[Retinue attending Chinese statesman, Li Hung Chang, when he visited Philadelphia]
Summary
Photograph shows Li Hung Chang and another man riding in a horse-drawn carriage with crowds on both sides of the street in Philadelphia, Pennsylvania.
No. 549.
Forms part of: Marian S. Carson Collection at the Library of Congress.
"The first effect of looking at a good photograph through the stereoscope is a surprise such as no painting ever produced. The mind feels its way into the very depths of the picture. The scraggy branches of a tree in the foreground run out at us as if they would scratch our eyes out. The elbow of a figure stands forth as to make us almost uncomfortable." Oliver Wendell Holmes, an affordable stereo viewer inventor for the American market. Atlantic Monthly, June 1859.
Stereographs are devices capable of building a three-dimensional image out of two photographs that have about two and a half inches difference between them so that it could imitate the two eyes’ real field of view. Combining these images into a single one with the help of stereoscope, a person can experience the illusion of the image’s depth. Stereoscope uses the same principle as in human binocular vision. Our eyes are separated by about two inches, so we see everything from two different angles. When the brain combined those views in a single picture, we get the spatial depth and dimension. Stereographs were extremely popular between 1850 and 1930 all around the world. Millions of stereographs were made during that time. There was a broad range of themes: landscape, travel, historical moments, nature disasters, architecture and many others. Nowadays, simply launch this collection full screen and put your mobile device in Google Cardboard Viewer.
The Americana collection of Marian Sadtler Carson (1905-2004) spans the years 1656-1995 with the bulk of the material dating from 1700 to 1876. The collection includes more than 10,000 historical letters and manuscripts, broadsides, photographs, prints and drawings, books and pamphlets, maps, and printed ephemera from the colonial era through the 1876 centennial of the United States. It is believed to be the most extensive existing private collection of early Americana. The collection includes such important and diverse historical treasures as unpublished papers of Revolutionary War figures and the Continental Congress; letters of several American presidents, including Thomas Jefferson; a manuscript account of the departure of the first Pony Express rider from St. Joseph, Mo.; and what may be the earliest photograph of a human face. Many of the rare books and pamphlets in the collection pertain to the early Congresses of the United States, augmenting the Library's unparalleled collection of political pamphlets and imprints. The Carson Collection adds to the Library's holdings the first presidential campaign biography, John Beckley's Address to the people of the United States with an Epitome and vindication of the Public Life and Character of Thomas Jefferson, published in Philadelphia in 1800. The book was written to counter numerous attacks against Jefferson's character, which appeared in newspapers and pamphlets during the bitter election campaign. The Rare Book and Special Collections Division shares custodial responsibility for the collection with the Library's Geography and Map Division, Music Division, Prints and Photographs Division, and the Manuscript Division.
In the 19th century, a majority of Chinese immigrants were single men who worked for a while and returned home. At first, they were attracted to North America by the gold rush in California. A relatively large group of Chinese immigrated to the United States between the start of the California gold rush in 1849 and 1882, before federal law stopped their immigration. After the gold rush, Chinese immigrants worked as agricultural laborers, on railroad construction crews throughout the West, and in low-paying industrial jobs. Soon, many opened their own businesses such as restaurants, laundries, and other personal service concerns. With the onset of hard economic times in the 1870s, European immigrants and Americans began to compete for the jobs traditionally reserved for the Chinese. Such competition was accompanied by anti-Chinese sentiment, riots, and pressure, especially in California, for the exclusion of Chinese immigrants from the United States. The result was the Chinese Exclusion Act, passed by Congress in 1882. This Act virtually ended Chinese immigration for nearly a century.
Collection - Retro VR - Stereoscope
Stereographs consist of two nearly identical photographs, paired to produce the illusion of a single three-dimensional image when viewed through a stereoscope.Collection - Stereographs
Stereoscopic photography was very popular in 19th and 20th centuries for their ability to recreate the illusion of three-dimensional view.Collection - Americana
The Americana collection of Marian Sadtler Carson (1905-2004)Collection - Chinese Americans
U.S. Chinese immigration, 19th century and later.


(WHAT IS BEING ASKED):
How many lines in the listing below include the word "space"? Answer with the number and nothing else.

(DATASET EXTRACT):
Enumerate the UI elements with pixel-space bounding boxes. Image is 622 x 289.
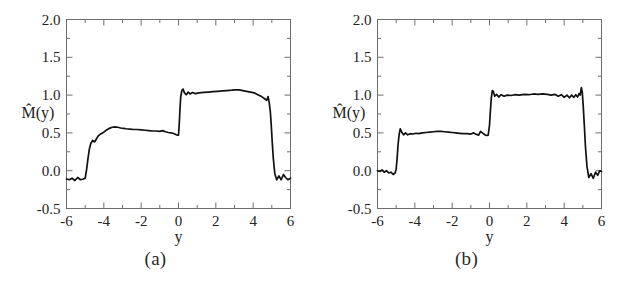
y-tick-label: 0.0	[353, 163, 372, 179]
panel-caption-b: (b)	[311, 248, 622, 270]
x-tick-label: 6	[598, 213, 606, 229]
y-tick-label: 2.0	[42, 12, 61, 28]
y-tick-label: 0.0	[42, 163, 61, 179]
panel-b: -6-4-20246 -0.50.00.51.01.52.0 y M̂(y) (…	[311, 0, 622, 289]
x-tick-label: 4	[560, 213, 568, 229]
figure-container: -6-4-20246 -0.50.00.51.01.52.0 y M̂(y) (…	[0, 0, 622, 289]
y-axis-title-b: M̂(y)	[333, 103, 366, 122]
x-tick-label: -6	[371, 213, 384, 229]
plot-svg-b: -6-4-20246 -0.50.00.51.01.52.0 y M̂(y)	[311, 0, 622, 250]
x-ticks-a	[67, 20, 291, 209]
x-tick-label: -2	[446, 213, 459, 229]
x-tick-label: 0	[175, 213, 183, 229]
y-tick-label: 0.5	[42, 125, 61, 141]
y-axis-title-a: M̂(y)	[22, 103, 55, 122]
plot-frame-a	[67, 20, 291, 209]
data-curve-a	[67, 89, 291, 180]
x-tick-label: 4	[249, 213, 257, 229]
x-tick-label: -4	[98, 213, 111, 229]
y-tick-label: 1.0	[42, 87, 61, 103]
x-tick-label: 2	[523, 213, 531, 229]
axes-group-b: -6-4-20246 -0.50.00.51.01.52.0	[348, 12, 606, 229]
x-tick-label: -2	[135, 213, 148, 229]
plot-svg-a: -6-4-20246 -0.50.00.51.01.52.0 y M̂(y)	[0, 0, 311, 250]
y-tick-label: 1.0	[353, 87, 372, 103]
panel-a: -6-4-20246 -0.50.00.51.01.52.0 y M̂(y) (…	[0, 0, 311, 289]
x-tick-label: -6	[60, 213, 73, 229]
x-tick-label: -4	[409, 213, 422, 229]
y-ticks-a	[67, 20, 291, 209]
x-axis-title-a: y	[175, 228, 183, 246]
x-axis-title-b: y	[486, 228, 494, 246]
data-curve-b	[378, 88, 602, 179]
panel-caption-a: (a)	[0, 248, 311, 270]
x-tick-label: 2	[212, 213, 220, 229]
y-tick-label: 0.5	[353, 125, 372, 141]
y-tick-label: 1.5	[42, 49, 61, 65]
plot-area-a: -6-4-20246 -0.50.00.51.01.52.0 y M̂(y)	[0, 0, 311, 250]
x-tick-labels-a: -6-4-20246	[60, 213, 295, 229]
x-tick-label: 0	[486, 213, 494, 229]
y-tick-label: -0.5	[348, 201, 372, 217]
x-tick-labels-b: -6-4-20246	[371, 213, 606, 229]
y-tick-label: -0.5	[37, 201, 61, 217]
plot-area-b: -6-4-20246 -0.50.00.51.01.52.0 y M̂(y)	[311, 0, 622, 250]
y-tick-label: 2.0	[353, 12, 372, 28]
y-tick-label: 1.5	[353, 49, 372, 65]
axes-group-a: -6-4-20246 -0.50.00.51.01.52.0	[37, 12, 295, 229]
x-tick-label: 6	[287, 213, 295, 229]
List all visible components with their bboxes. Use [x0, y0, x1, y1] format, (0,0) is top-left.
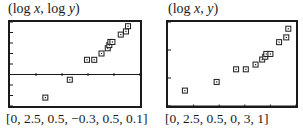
- data-point-center: [86, 59, 87, 60]
- title-text: , log: [40, 1, 68, 16]
- title-text: ): [75, 1, 80, 16]
- data-point-center: [112, 41, 113, 42]
- scatter-plot-log-log: [10, 22, 140, 106]
- title-text: (log: [168, 1, 194, 16]
- data-point-center: [127, 26, 128, 27]
- plot-title-log-linear: (log x, y): [168, 1, 218, 17]
- data-point-center: [245, 69, 246, 70]
- window-settings-label: [0, 2.5, 0.5, 0, 3, 1]: [165, 111, 269, 127]
- data-point-center: [235, 69, 236, 70]
- plot-frame: [8, 20, 142, 108]
- data-point-center: [286, 37, 287, 38]
- data-point-center: [279, 42, 280, 43]
- plot-title-log-log: (log x, log y): [8, 1, 80, 17]
- data-point-center: [94, 59, 95, 60]
- data-point-center: [69, 79, 70, 80]
- data-point-center: [45, 97, 46, 98]
- data-point-center: [266, 53, 267, 54]
- plot-frame: [166, 20, 298, 108]
- data-point-center: [120, 34, 121, 35]
- data-point-center: [101, 53, 102, 54]
- title-text: (log: [8, 1, 34, 16]
- title-text: ): [214, 1, 219, 16]
- data-point-center: [184, 90, 185, 91]
- scatter-plot-log-linear: [168, 22, 296, 106]
- window-settings-label: [0, 2.5, 0.5, −0.3, 0.5, 0.1]: [6, 111, 147, 127]
- data-point-center: [288, 28, 289, 29]
- data-point-center: [216, 81, 217, 82]
- data-point-center: [125, 31, 126, 32]
- data-point-center: [255, 64, 256, 65]
- data-point-center: [270, 53, 271, 54]
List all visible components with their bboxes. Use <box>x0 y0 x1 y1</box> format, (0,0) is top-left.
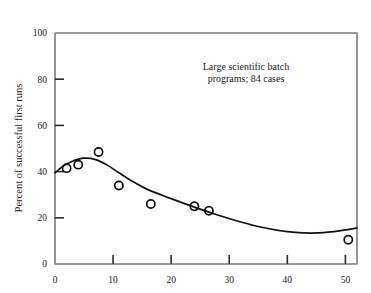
x-tick-label-10: 10 <box>108 275 118 285</box>
data-point <box>94 148 102 156</box>
data-point <box>115 181 123 189</box>
x-tick-label-50: 50 <box>341 275 351 285</box>
x-tick-label-40: 40 <box>283 275 293 285</box>
annotation-block: Large scientific batch programs; 84 case… <box>203 61 289 84</box>
y-axis-ticks <box>55 79 64 218</box>
y-axis-tick-labels: 020406080100 <box>33 28 48 269</box>
y-tick-label-0: 0 <box>42 259 47 269</box>
x-axis-ticks <box>113 255 345 264</box>
y-tick-label-60: 60 <box>38 121 48 131</box>
data-point-markers <box>63 148 353 244</box>
data-point <box>63 164 71 172</box>
y-tick-label-40: 40 <box>38 167 48 177</box>
x-axis-tick-labels: 01020304050 <box>53 275 351 285</box>
x-tick-label-0: 0 <box>53 275 58 285</box>
y-axis-title: Percent of successful first runs <box>13 84 24 213</box>
x-tick-label-20: 20 <box>166 275 176 285</box>
y-tick-label-100: 100 <box>33 28 48 38</box>
data-point <box>74 161 82 169</box>
fitted-trend-curve <box>55 158 357 233</box>
annotation-line-2: programs; 84 cases <box>208 73 285 84</box>
y-tick-label-20: 20 <box>38 213 48 223</box>
chart-page: 020406080100 01020304050 Percent of succ… <box>0 0 371 293</box>
x-tick-label-30: 30 <box>224 275 234 285</box>
y-tick-label-80: 80 <box>38 75 48 85</box>
scatter-plot-figure: 020406080100 01020304050 Percent of succ… <box>0 0 371 293</box>
annotation-line-1: Large scientific batch <box>203 61 289 72</box>
data-point <box>147 200 155 208</box>
data-point <box>344 236 352 244</box>
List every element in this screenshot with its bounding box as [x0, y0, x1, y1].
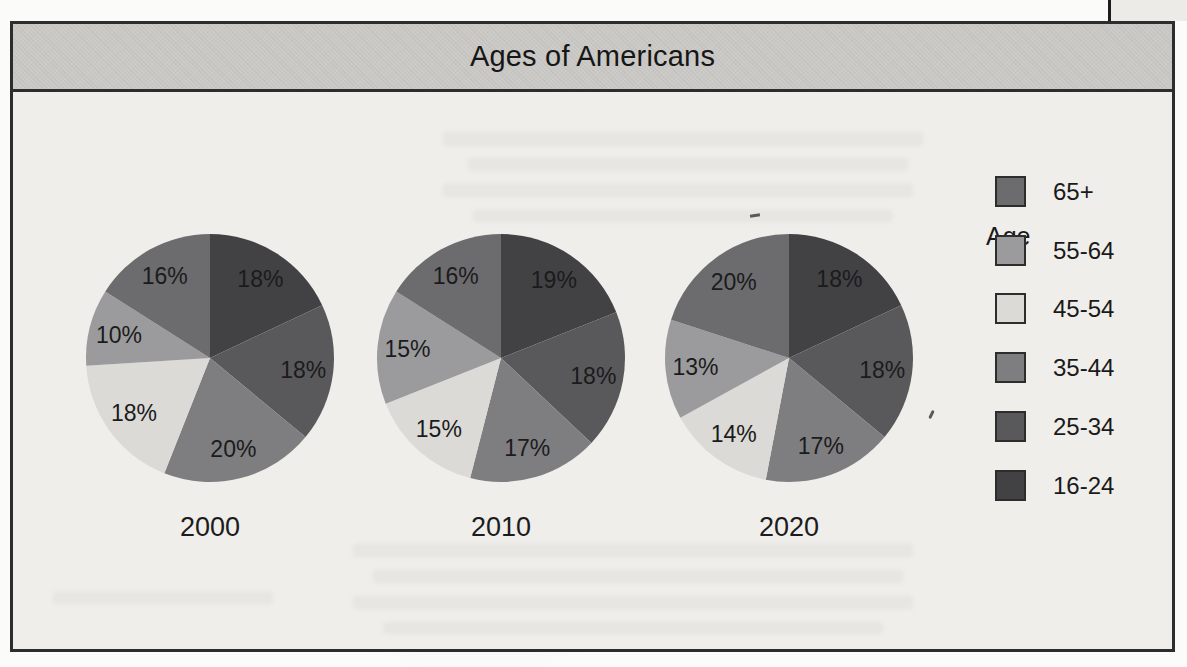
chart-title-bar: Ages of Americans — [13, 24, 1172, 92]
legend-label-35-44: 35-44 — [1053, 354, 1114, 382]
column-rule-line — [1108, 0, 1111, 23]
legend-row-25-34: 25-34 — [995, 412, 1114, 441]
legend-swatch-55-64 — [995, 235, 1026, 266]
legend-label-45-54: 45-54 — [1053, 295, 1114, 323]
legend-swatch-16-24 — [995, 470, 1026, 501]
scanned-page: Ages of Americans 18%18%20%18%10%16%2000… — [0, 0, 1187, 667]
legend-row-65+: 65+ — [995, 177, 1094, 206]
page-margin-shade — [1111, 0, 1187, 21]
legend-swatch-25-34 — [995, 411, 1026, 442]
legend-row-55-64: 55-64 — [995, 236, 1114, 265]
legend-row-45-54: 45-54 — [995, 294, 1114, 323]
legend-swatch-65+ — [995, 176, 1026, 207]
chart-title: Ages of Americans — [470, 40, 715, 72]
chart-body: 18%18%20%18%10%16%200019%18%17%15%15%16%… — [13, 92, 1172, 649]
legend-label-16-24: 16-24 — [1053, 472, 1114, 500]
legend-label-25-34: 25-34 — [1053, 413, 1114, 441]
legend-swatch-35-44 — [995, 352, 1026, 383]
chart-panel: Ages of Americans 18%18%20%18%10%16%2000… — [10, 21, 1175, 652]
legend-swatch-45-54 — [995, 293, 1026, 324]
legend-label-65+: 65+ — [1053, 178, 1094, 206]
legend: Age 65+55-6445-5435-4425-3416-24 — [13, 92, 1172, 649]
legend-label-55-64: 55-64 — [1053, 237, 1114, 265]
legend-row-35-44: 35-44 — [995, 353, 1114, 382]
legend-row-16-24: 16-24 — [995, 471, 1114, 500]
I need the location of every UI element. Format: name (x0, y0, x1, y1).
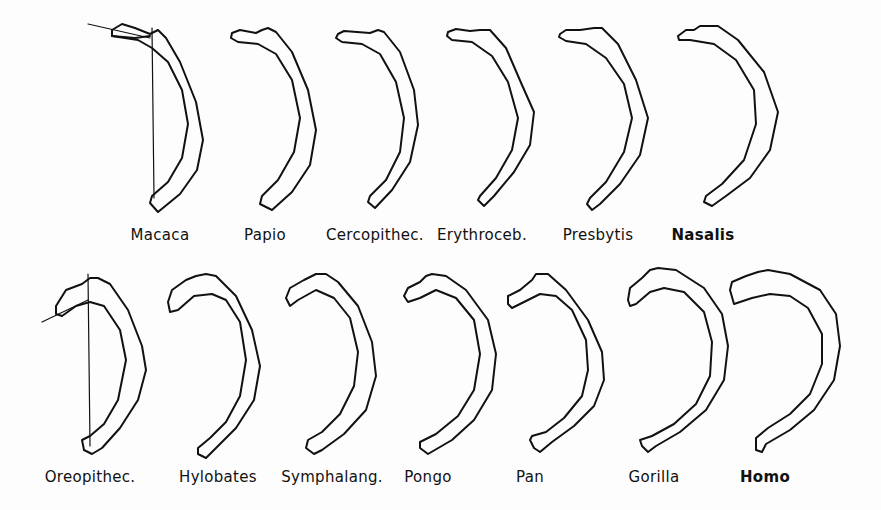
rib-erythrocebus (447, 29, 534, 206)
label-oreopithecus: Oreopithec. (45, 468, 136, 486)
label-erythrocebus: Erythroceb. (437, 226, 527, 244)
label-papio: Papio (244, 226, 286, 244)
label-gorilla: Gorilla (629, 468, 680, 486)
rib-presbytis (559, 28, 648, 210)
rib-drawings (0, 0, 881, 510)
label-pan: Pan (516, 468, 544, 486)
rib-symphalangus (286, 274, 376, 454)
rib-oreopithecus (42, 274, 146, 454)
label-nasalis: Nasalis (671, 226, 734, 244)
rib-macaca (88, 24, 203, 212)
label-cercopithecus: Cercopithec. (326, 226, 424, 244)
rib-gorilla (628, 268, 728, 452)
rib-pan (508, 274, 604, 452)
rib-hylobates (168, 274, 260, 458)
rib-cercopithecus (336, 30, 418, 208)
rib-nasalis (678, 26, 778, 206)
rib-pongo (404, 274, 496, 454)
label-presbytis: Presbytis (563, 226, 634, 244)
rib-homo (730, 270, 840, 452)
label-hylobates: Hylobates (179, 468, 257, 486)
rib-papio (231, 28, 316, 210)
label-homo: Homo (740, 468, 790, 486)
label-symphalangus: Symphalang. (281, 468, 383, 486)
label-macaca: Macaca (131, 226, 190, 244)
rib-comparison-figure: Macaca Papio Cercopithec. Erythroceb. Pr… (0, 0, 881, 510)
label-pongo: Pongo (404, 468, 451, 486)
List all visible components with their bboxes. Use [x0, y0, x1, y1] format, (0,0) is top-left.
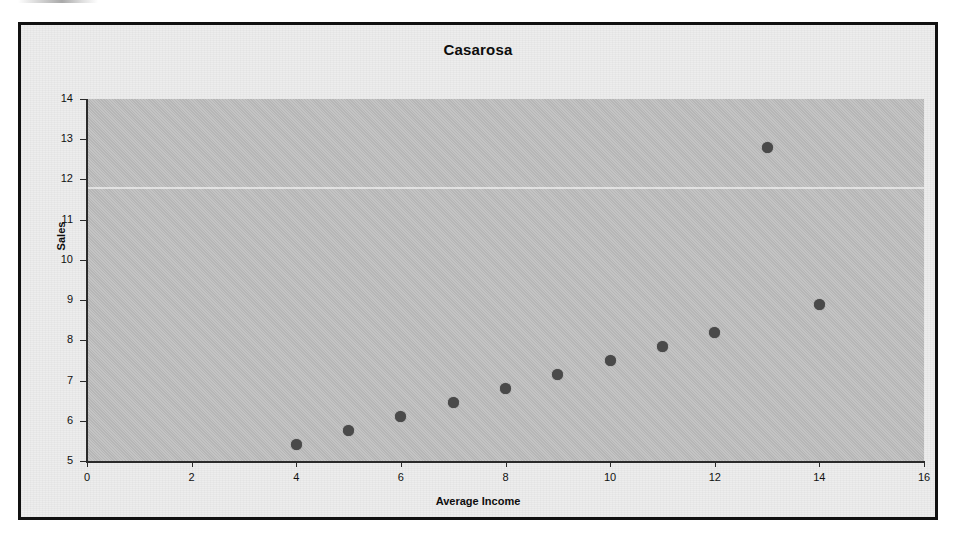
x-axis-tick: [819, 461, 820, 467]
y-axis-tick: [80, 461, 86, 462]
y-axis-tick: [80, 260, 86, 261]
x-axis-tick-label: 8: [486, 471, 526, 483]
data-point: [605, 355, 616, 366]
x-axis-tick-label: 0: [67, 471, 107, 483]
plot-area: [87, 99, 924, 461]
y-axis-tick-label: 5: [33, 454, 73, 466]
x-axis-tick-label: 12: [695, 471, 735, 483]
y-axis-tick-label: 12: [33, 172, 73, 184]
x-axis-tick: [924, 461, 925, 467]
data-point: [448, 397, 459, 408]
y-axis-tick-label: 10: [33, 253, 73, 265]
y-axis-tick: [80, 179, 86, 180]
x-axis-tick: [610, 461, 611, 467]
x-axis-tick: [401, 461, 402, 467]
x-axis-tick: [506, 461, 507, 467]
x-axis-tick: [87, 461, 88, 467]
y-axis-tick-label: 11: [33, 213, 73, 225]
x-axis-tick-label: 2: [172, 471, 212, 483]
x-axis-tick-label: 14: [799, 471, 839, 483]
y-axis-tick: [80, 340, 86, 341]
y-axis-tick: [80, 300, 86, 301]
y-axis-tick: [80, 99, 86, 100]
x-axis-tick: [715, 461, 716, 467]
y-axis-tick: [80, 139, 86, 140]
y-axis-tick: [80, 421, 86, 422]
scan-artifact: [18, 0, 98, 3]
scan-band-artifact: [87, 187, 924, 189]
y-axis-tick-label: 9: [33, 293, 73, 305]
data-point: [762, 142, 773, 153]
data-point: [709, 327, 720, 338]
chart-frame: Casarosa 567891011121314 0246810121416 S…: [18, 22, 938, 520]
x-axis-tick: [296, 461, 297, 467]
x-axis-tick-label: 4: [276, 471, 316, 483]
y-axis-tick: [80, 220, 86, 221]
x-axis-tick-label: 6: [381, 471, 421, 483]
y-axis-tick: [80, 381, 86, 382]
chart-title: Casarosa: [21, 41, 935, 58]
y-axis-line: [86, 99, 88, 463]
data-point: [657, 341, 668, 352]
x-axis-tick-label: 16: [904, 471, 944, 483]
x-axis-title: Average Income: [21, 495, 935, 507]
y-axis-title: Sales: [55, 186, 67, 286]
x-axis-tick: [192, 461, 193, 467]
data-point: [814, 299, 825, 310]
x-axis-tick-label: 10: [590, 471, 630, 483]
y-axis-tick-label: 13: [33, 132, 73, 144]
y-axis-tick-label: 14: [33, 92, 73, 104]
y-axis-tick-label: 8: [33, 333, 73, 345]
y-axis-tick-label: 6: [33, 414, 73, 426]
y-axis-tick-label: 7: [33, 374, 73, 386]
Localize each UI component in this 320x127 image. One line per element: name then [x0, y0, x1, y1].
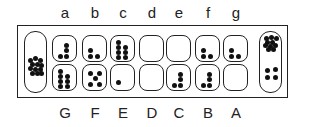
- seed: [273, 67, 278, 72]
- right-store[interactable]: [259, 31, 282, 93]
- pit-f[interactable]: [195, 35, 220, 62]
- seed: [116, 80, 121, 85]
- seed: [65, 84, 70, 89]
- label-f: f: [198, 4, 218, 21]
- pit-b[interactable]: [82, 35, 107, 62]
- pit-D[interactable]: [139, 64, 164, 91]
- seed: [274, 36, 279, 41]
- pit-c[interactable]: [110, 35, 135, 62]
- pit-d[interactable]: [139, 35, 164, 62]
- seed: [207, 77, 212, 82]
- seed: [236, 54, 241, 59]
- pit-A[interactable]: [223, 64, 248, 91]
- seed: [88, 82, 93, 87]
- seed: [64, 54, 69, 59]
- seed: [97, 71, 102, 76]
- seed: [201, 54, 206, 59]
- pit-B[interactable]: [195, 64, 220, 91]
- pit-F[interactable]: [82, 64, 107, 91]
- seed: [273, 75, 278, 80]
- pit-g[interactable]: [223, 35, 248, 62]
- label-e: e: [169, 4, 189, 21]
- label-E: E: [113, 104, 133, 121]
- label-A: A: [226, 104, 246, 121]
- pit-e[interactable]: [166, 35, 191, 62]
- seed: [58, 84, 63, 89]
- seed: [39, 71, 44, 76]
- pit-a[interactable]: [52, 35, 77, 62]
- label-D: D: [142, 104, 162, 121]
- seed: [123, 55, 128, 60]
- label-g: g: [226, 4, 246, 21]
- seed: [201, 48, 206, 53]
- label-a: a: [55, 4, 75, 21]
- seed: [116, 55, 121, 60]
- seed: [265, 75, 270, 80]
- label-b: b: [85, 4, 105, 21]
- seed: [95, 54, 100, 59]
- seed: [88, 71, 93, 76]
- left-store[interactable]: [24, 31, 47, 93]
- pit-G[interactable]: [52, 64, 77, 91]
- seed: [58, 54, 63, 59]
- seed: [97, 82, 102, 87]
- seed: [229, 48, 234, 53]
- seed: [229, 54, 234, 59]
- seed: [88, 48, 93, 53]
- seed: [178, 83, 183, 88]
- label-G: G: [55, 104, 75, 121]
- label-C: C: [169, 104, 189, 121]
- seed: [88, 54, 93, 59]
- label-c: c: [113, 4, 133, 21]
- seed: [64, 48, 69, 53]
- label-B: B: [198, 104, 218, 121]
- pit-E[interactable]: [110, 64, 135, 91]
- label-F: F: [85, 104, 105, 121]
- seed: [172, 83, 177, 88]
- seed: [271, 47, 276, 52]
- seed: [178, 77, 183, 82]
- seed: [265, 68, 270, 73]
- seed: [207, 83, 212, 88]
- seed: [208, 54, 213, 59]
- label-d: d: [142, 4, 162, 21]
- pit-C[interactable]: [166, 64, 191, 91]
- seed: [93, 76, 98, 81]
- seed: [201, 83, 206, 88]
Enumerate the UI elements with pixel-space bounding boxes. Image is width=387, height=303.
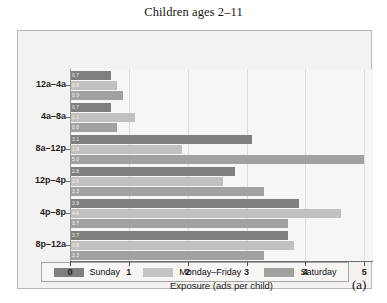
x-axis-tick-label: 3 — [235, 267, 259, 277]
plot-area-inner: 12a–4a0.70.80.94a–8a0.71.10.88a–12p3.11.… — [70, 69, 373, 261]
bar: 3.9 — [70, 199, 299, 208]
bar-value-label: 0.9 — [72, 91, 79, 100]
y-axis-category-label: 4a–8a — [21, 111, 66, 121]
legend-swatch-saturday — [264, 268, 294, 277]
x-axis-tick-label: 5 — [352, 267, 376, 277]
bar-value-label: 5.0 — [72, 155, 79, 164]
x-axis-tick — [129, 262, 130, 266]
bar: 3.3 — [70, 187, 264, 196]
legend-label-sunday: Sunday — [90, 267, 121, 277]
gridline — [364, 69, 365, 261]
bar: 5.0 — [70, 155, 364, 164]
bar: 0.8 — [70, 123, 117, 132]
bar-value-label: 1.1 — [72, 113, 79, 122]
x-axis-tick — [247, 262, 248, 266]
bar-value-label: 3.9 — [72, 199, 79, 208]
bar-value-label: 0.8 — [72, 81, 79, 90]
gridline — [305, 69, 306, 261]
y-axis-category-label: 12a–4a — [21, 79, 66, 89]
x-axis-tick-label: 0 — [58, 267, 82, 277]
bar: 4.6 — [70, 209, 341, 218]
figure-panel: Children ages 2–11 12a–4a0.70.80.94a–8a0… — [0, 0, 387, 303]
panel-letter: (a) — [352, 277, 366, 293]
chart-title: Children ages 2–11 — [0, 5, 387, 20]
x-axis-tick — [305, 262, 306, 266]
bar: 3.7 — [70, 219, 288, 228]
bar: 3.1 — [70, 135, 252, 144]
y-axis-category-label: 8a–12p — [21, 143, 66, 153]
x-axis-tick-label: 1 — [117, 267, 141, 277]
x-axis-tick — [70, 262, 71, 266]
bar: 0.9 — [70, 91, 123, 100]
y-axis-category-label: 4p–8p — [21, 207, 66, 217]
bar-value-label: 4.6 — [72, 209, 79, 218]
bar: 1.1 — [70, 113, 135, 122]
plot-card: 12a–4a0.70.80.94a–8a0.71.10.88a–12p3.11.… — [17, 30, 372, 289]
x-axis-tick — [364, 262, 365, 266]
bar-value-label: 3.3 — [72, 187, 79, 196]
bar: 3.7 — [70, 231, 288, 240]
bar-value-label: 2.6 — [72, 177, 79, 186]
bar: 3.3 — [70, 251, 264, 260]
plot-area: 12a–4a0.70.80.94a–8a0.71.10.88a–12p3.11.… — [70, 69, 373, 261]
bar: 0.7 — [70, 71, 111, 80]
bar-value-label: 0.7 — [72, 71, 79, 80]
x-axis-tick — [188, 262, 189, 266]
bar-value-label: 0.7 — [72, 103, 79, 112]
bar: 1.9 — [70, 145, 182, 154]
bar-value-label: 3.3 — [72, 251, 79, 260]
x-axis-tick-label: 4 — [293, 267, 317, 277]
bar: 3.8 — [70, 241, 294, 250]
bar: 2.8 — [70, 167, 235, 176]
bar: 2.6 — [70, 177, 223, 186]
y-axis-category-label: 8p–12a — [21, 239, 66, 249]
x-axis-tick-label: 2 — [176, 267, 200, 277]
bar-value-label: 0.8 — [72, 123, 79, 132]
bar-value-label: 3.7 — [72, 219, 79, 228]
bar-value-label: 2.8 — [72, 167, 79, 176]
bar-value-label: 3.8 — [72, 241, 79, 250]
y-axis-line — [70, 69, 71, 261]
legend-swatch-monday-friday — [143, 268, 173, 277]
bar: 0.8 — [70, 81, 117, 90]
bar: 0.7 — [70, 103, 111, 112]
bar-value-label: 3.1 — [72, 135, 79, 144]
y-axis-category-label: 12p–4p — [21, 175, 66, 185]
bar-value-label: 3.7 — [72, 231, 79, 240]
bar-value-label: 1.9 — [72, 145, 79, 154]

(ANSWER BOX):
2